Open in app
Cover art for Why data sovereignty is a national security issue

Why data sovereignty is a national security issue

Politics · 6 min listen

Get the app on mobile
Download on the App Store Get it on Google Play
Cover art for Why data sovereignty is a national security issue
0:00
0:00
Transcript

HostI grew up with this idea that the internet was this big, open space where borders didn't really matter. You could talk to anyone or store your files anywhere and it all felt like one giant, shared cloud. But lately, it feels like the walls are going up and countries are getting very protective over where their data lives. It's a big shift from that open world we were promised. Why has where we store our bits and bytes suddenly become a matter of national defense?

GuestIt's funny because we use that word cloud and it makes everything sound light and airy, like it's just floating over our heads. But the truth is that the internet is very heavy and very grounded. Every single photo you post or list of health records a hospital keeps has to sit on a hard drive somewhere. That hard drive is in a building, and that building is sitting on a piece of dirt that belongs to a specific country. For a long time, we didn't worry about whose dirt it was. But now, world leaders are waking up to the fact that if your data lives on someone else's soil, you might not be the real boss of it anymore. That's what people mean when they talk about data sovereignty. It's just a fancy way of saying a country wants to be the king of its own digital stuff.

HostBut if I send an email, it's just code. Does it really have a home in the way a person or a ship does?

GuestIt really does. Think about the wires. Most of the info moving around the world travels through cables under the ocean. If a country owns the spot where those cables come onto land, or if they own the data centers where the info is stored, they have a lot of power. They can pass laws that say they get to look at anything sitting on those servers. So, if a country stores all its bank records or its power grid maps in a data center halfway around the world, they're basically handing the keys to their house to a neighbor and just hoping that neighbor stays friendly. If things turn sour, that neighbor can peek at the secrets, or worse, they could just pull the plug.

HostThis sounds like we're moving away from a global web and into a bunch of smaller, fenced-in yards. But is it really a security risk, or is this just about countries being grumpy that a few big tech companies have all the money?

GuestWell, there's definitely some money talk in there, but the security part is very real. Think about what a modern country needs to run. It's not just guns and tanks. It's knowing who's sick, where the food is moving, and how people are feeling. If a rival power gets a look at that data, they can do a lot of damage without ever firing a shot.
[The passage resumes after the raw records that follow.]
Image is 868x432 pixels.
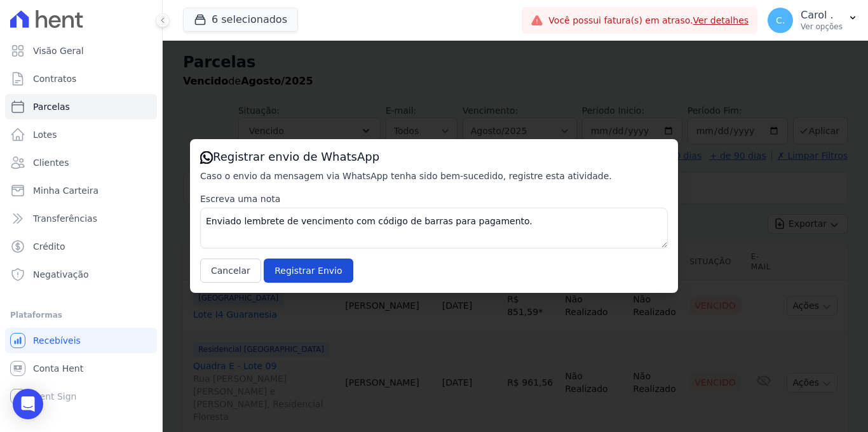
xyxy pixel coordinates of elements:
[800,21,842,32] p: Ver opções
[264,259,352,282] input: Registrar Envio
[183,8,298,32] button: 6 selecionados
[33,268,89,281] span: Negativação
[33,45,84,57] span: Visão Geral
[33,128,57,141] span: Lotes
[776,16,784,25] span: C.
[33,100,70,113] span: Parcelas
[33,334,80,347] span: Recebíveis
[757,2,868,38] button: C. Carol . Ver opções
[5,150,157,175] a: Clientes
[5,206,157,232] a: Transferências
[33,212,97,225] span: Transferências
[5,122,157,147] a: Lotes
[5,262,157,287] a: Negativação
[200,259,261,282] button: Cancelar
[693,15,749,25] a: Ver detalhes
[13,389,43,419] div: Open Intercom Messenger
[5,66,157,91] a: Contratos
[5,178,157,203] a: Minha Carteira
[33,184,99,197] span: Minha Carteira
[800,9,842,21] p: Carol .
[548,14,749,27] span: Você possui fatura(s) em atraso.
[200,208,668,248] textarea: Enviado lembrete de vencimento com código de barras para pagamento.
[5,38,157,64] a: Visão Geral
[5,94,157,119] a: Parcelas
[5,328,157,353] a: Recebíveis
[33,362,84,375] span: Conta Hent
[33,240,65,253] span: Crédito
[33,72,76,85] span: Contratos
[10,307,152,323] div: Plataformas
[33,156,68,169] span: Clientes
[5,356,157,381] a: Conta Hent
[5,234,157,259] a: Crédito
They can see where your supply chains are weak or find ways to mess with your elections by knowing exactly what makes your citizens angry. We used to worry about spies stealing paper files. Now, a spy can just sit in an office ten thousand miles away and sift through a mountain of data that you accidentally parked in their backyard.

HostOkay, I see the risk of someone peeking. But what about the other side of it? Does keeping everything inside your own borders actually make it safer? I mean, if I keep all my money under my mattress because I don't trust the bank, it might be close by, but it's also a lot easier for one thief to take it all at once.
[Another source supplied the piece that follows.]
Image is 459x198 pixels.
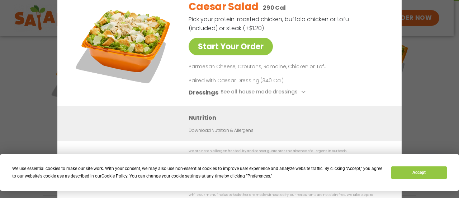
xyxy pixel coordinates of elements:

GuestThat's the big trade-off. If you force every company to keep data inside your country, you might end up with worse security because you don't have the best experts looking after it. Small countries especially struggle with this. They want to own their data, but they might not have the big, high-tech warehouses needed to keep it safe from hackers. But the fear of a foreign government is starting to outweigh the fear of a random hacker. We're seeing laws now where governments say certain types of info, like your genes or your military plans, can never leave the country. They would rather have it under their own thumb, even if that thumb isn't as strong as a big global tech giant.

HostSo it's less about the technical safety and more about the legal power?

GuestExactly. It's about who can walk into the room with a badge and say, show me the files. If the data is in your country, your judges and your police are the ones with the badges. If it's across the ocean, you're at the mercy of their laws. And we're seeing this split the world into blocks. You have one group of countries that want a free and open flow of info, and another group that wants to treat data like it's gold or oil, something that stays inside the borders and is guarded by the army. It's changing the map of the world. We used to draw borders with ink on paper, but now we're drawing them with firewalls and data laws.

HostIt feels like the end of an era for the internet we thought we knew. If everyone pulls their data back home, does the idea of a single, global internet even survive?

GuestIt's a struggle. We might end up with what some people call a splinternet. Instead of one big web, it's a few big webs that don't talk to each other very much. You might find that a website in one country just doesn't work in another, not because the tech is different, but because the laws are. It makes everything a bit slower and a lot more expensive. But for a lot of leaders right now, that's a price they're willing to pay to make sure they're not vulnerable to a rival who happens to be hosting their digital life. They're realizing that in the modern world, you're only as strong as the data you can keep to yourself.

HostThe map of the world is being redrawn by where we hide our hard drives and who has the right to walk into the server room.

GuestData has become the most detailed map of a nation's life, and no country wants its map held by someone else.

HostThe old dream of a world without borders is hitting the hard reality of the wires and walls that keep our digital lives running.

Made with Wander

A world of curiosity you can listen to. Explore endless questions, or ask your own.